• [Task directions] Transcribe only what runs from the line containing "At what (x,y)" through the final line below, exactly, and leave every picture out.

──────── Material provided

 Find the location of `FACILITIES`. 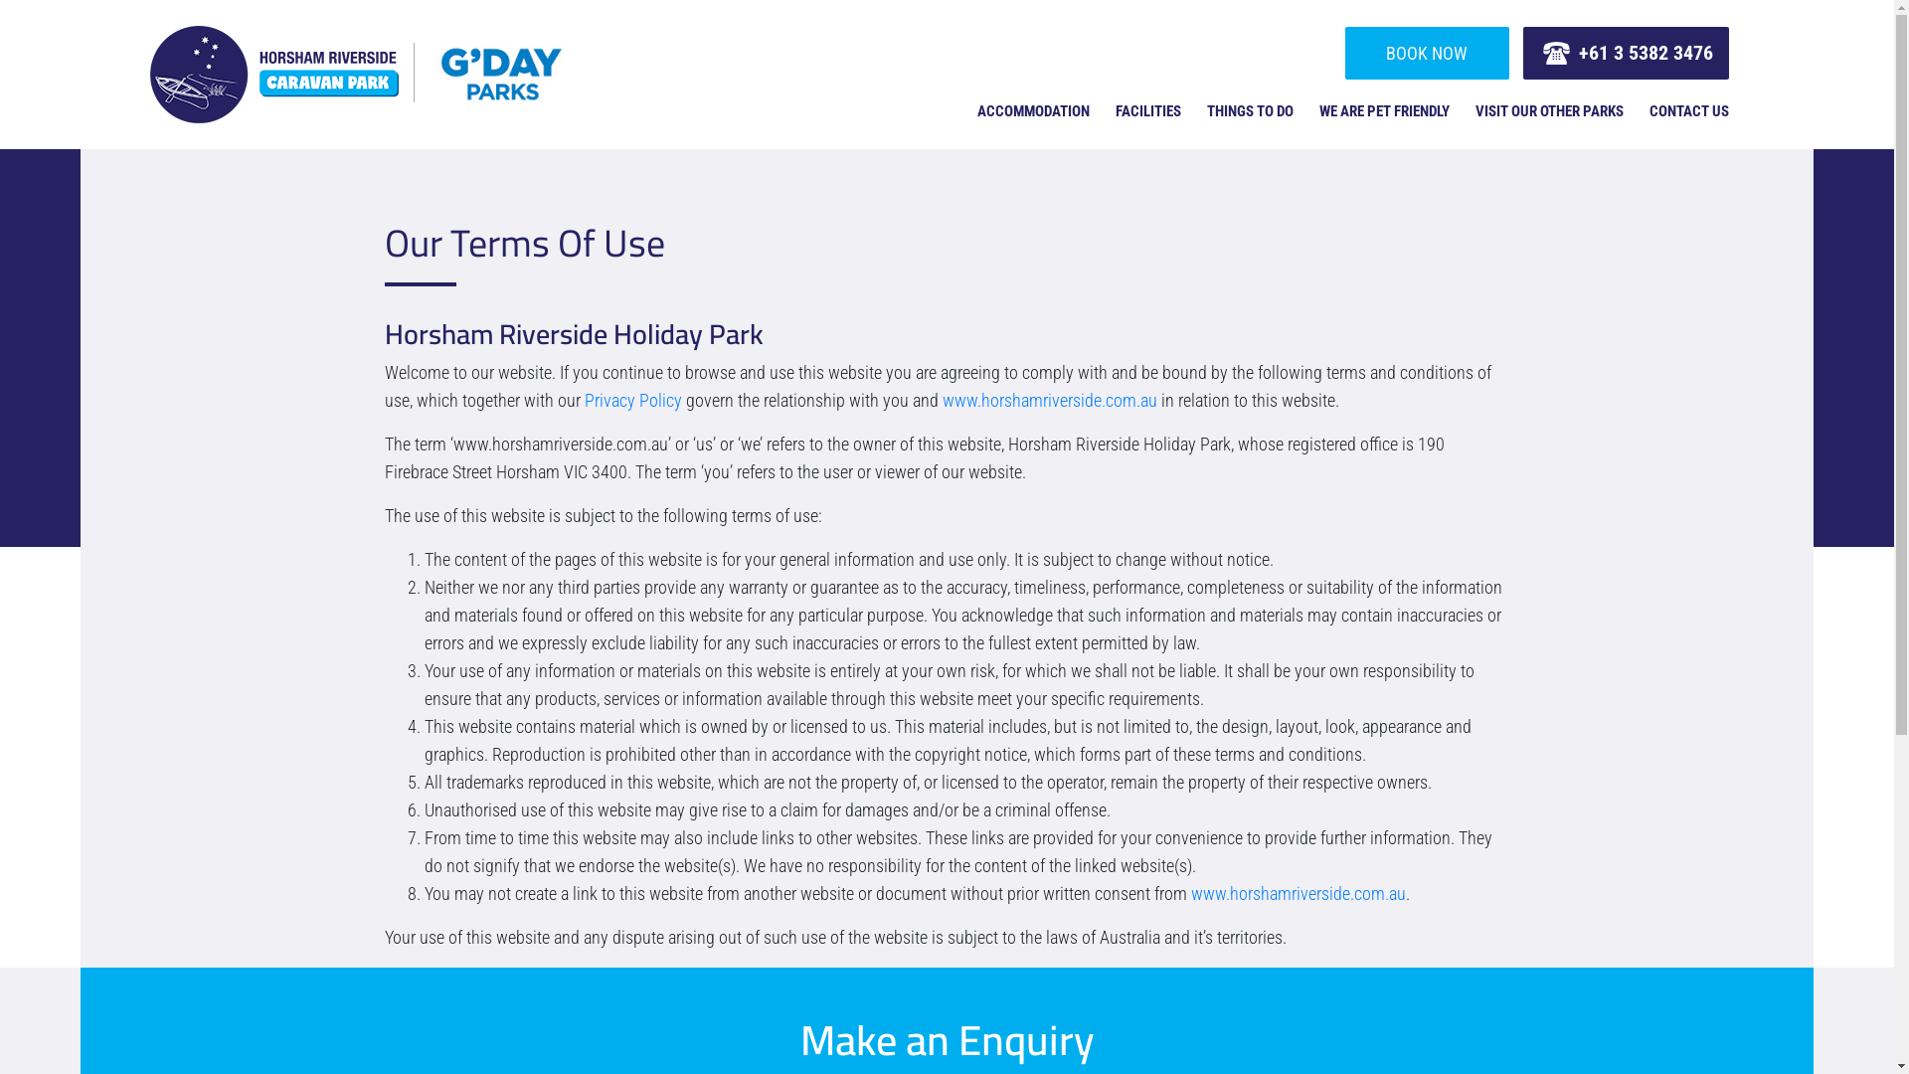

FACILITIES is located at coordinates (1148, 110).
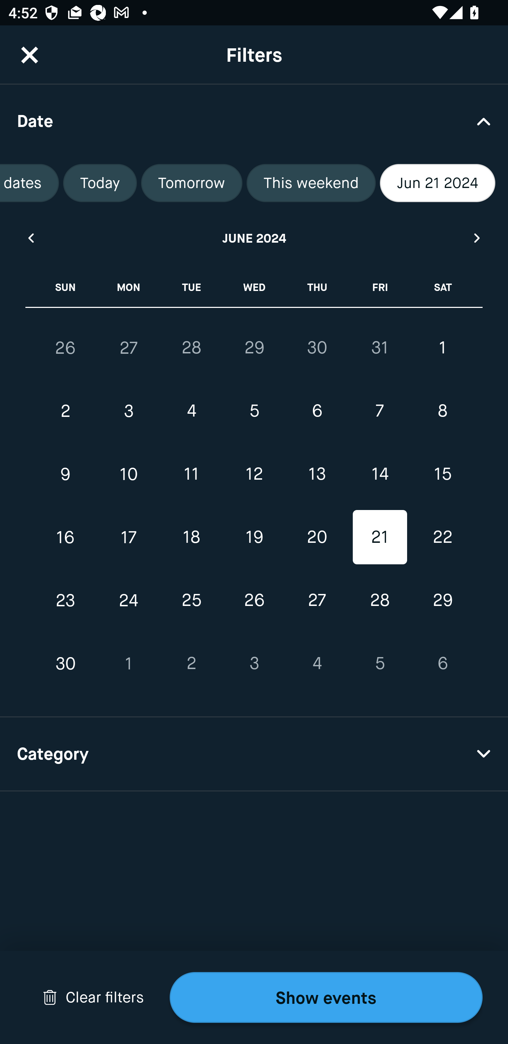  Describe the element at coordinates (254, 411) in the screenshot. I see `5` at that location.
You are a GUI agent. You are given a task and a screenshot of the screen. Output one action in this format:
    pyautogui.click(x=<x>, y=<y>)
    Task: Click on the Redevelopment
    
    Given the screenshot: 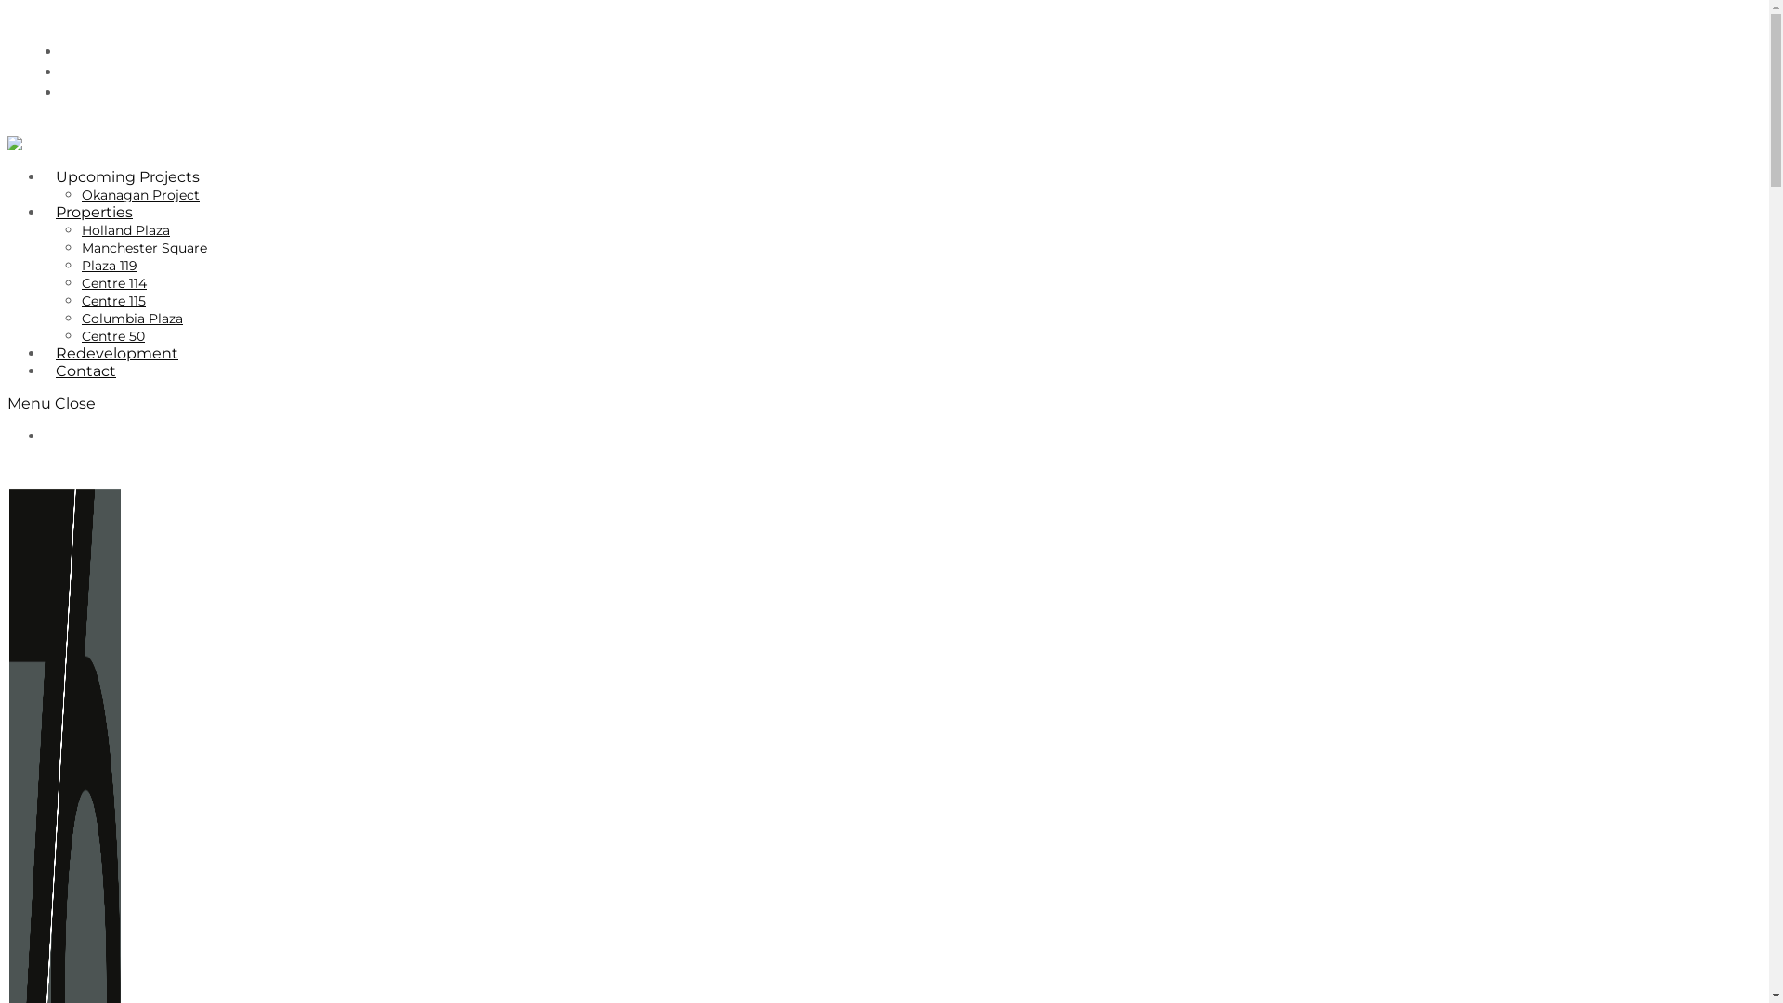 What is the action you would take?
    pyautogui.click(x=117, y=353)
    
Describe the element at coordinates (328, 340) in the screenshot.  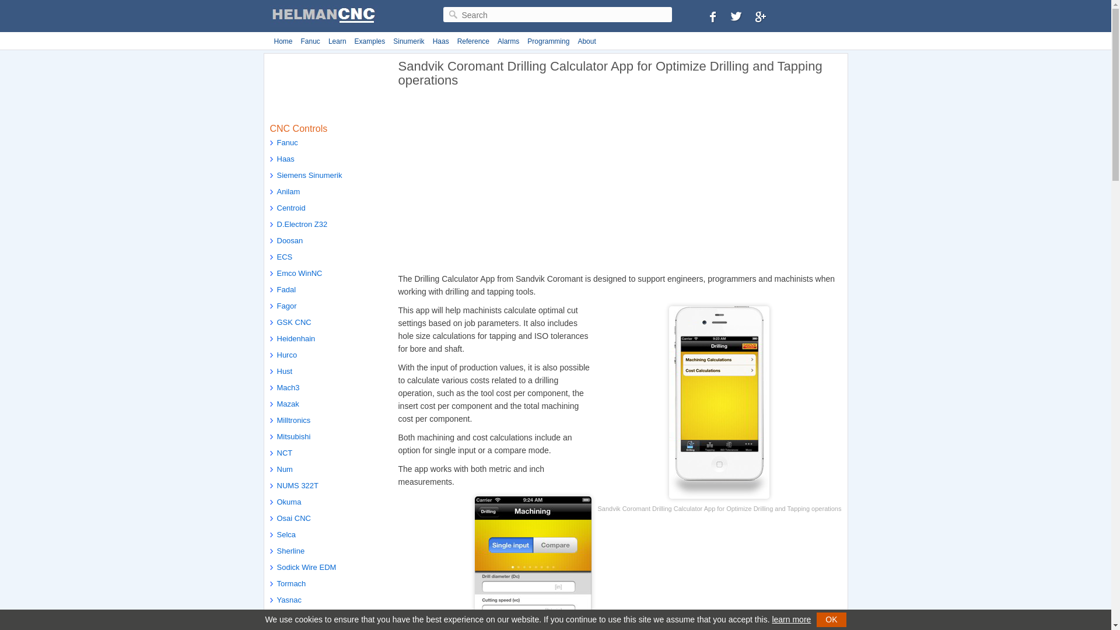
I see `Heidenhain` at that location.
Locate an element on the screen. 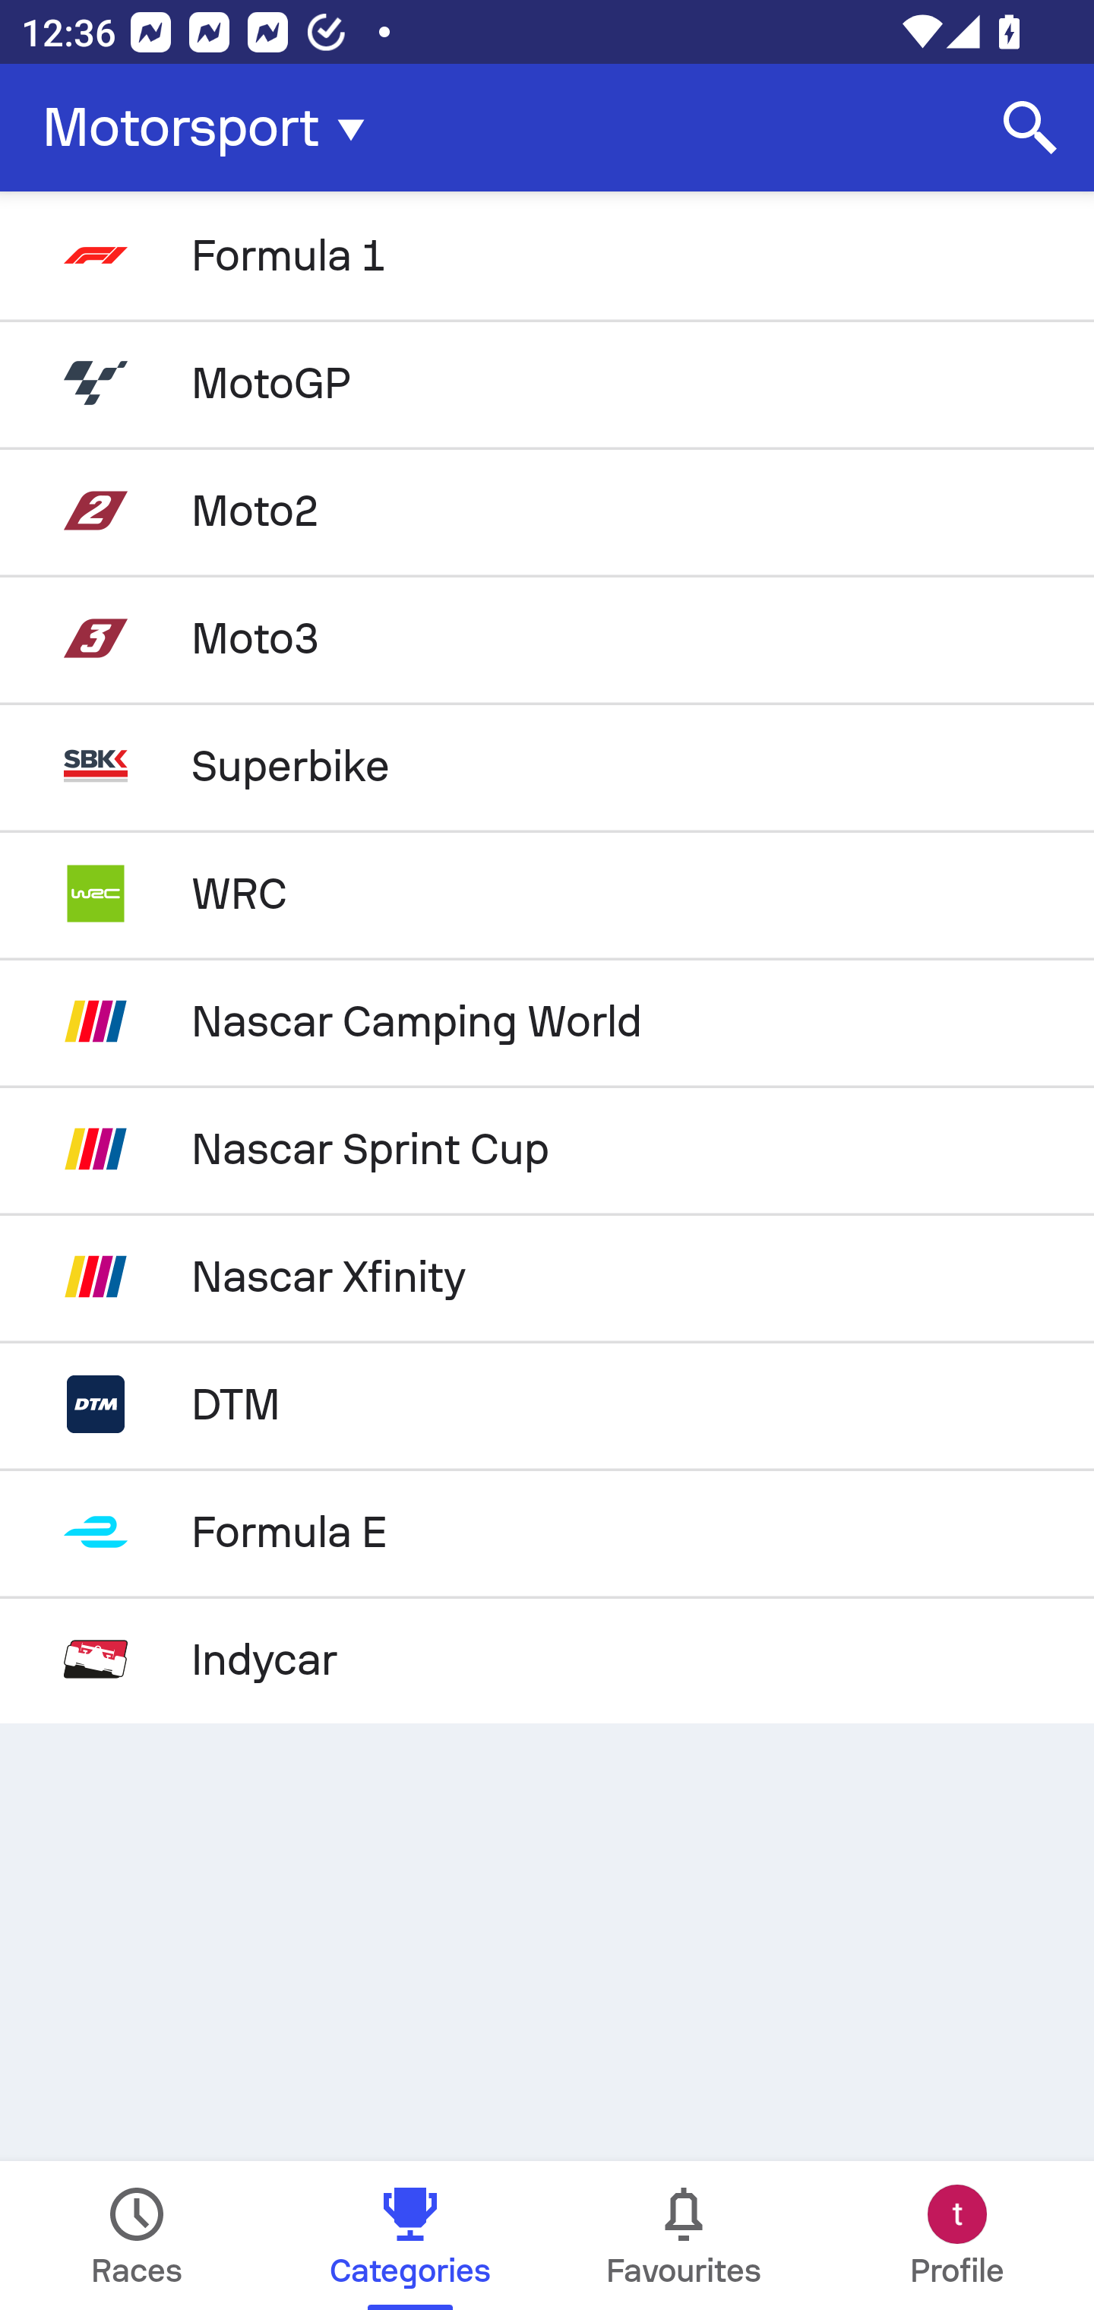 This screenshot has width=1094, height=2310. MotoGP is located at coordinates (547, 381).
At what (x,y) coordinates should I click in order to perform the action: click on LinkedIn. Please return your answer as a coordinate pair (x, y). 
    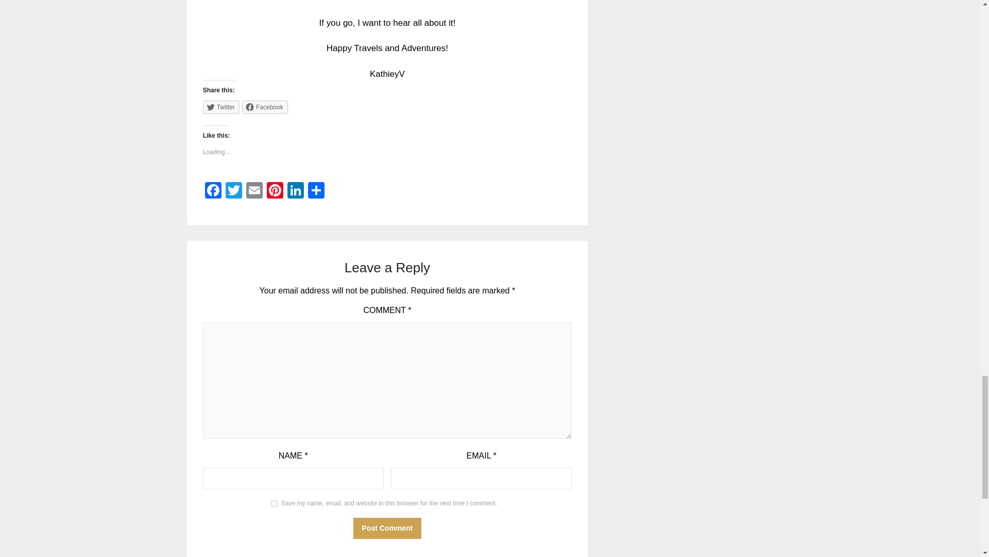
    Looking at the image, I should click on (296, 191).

────────────────

• [Exercise answer]
At what (x,y) coordinates should I click in order to perform the action: click on LinkedIn. Please return your answer as a coordinate pair (x, y). 
    Looking at the image, I should click on (296, 191).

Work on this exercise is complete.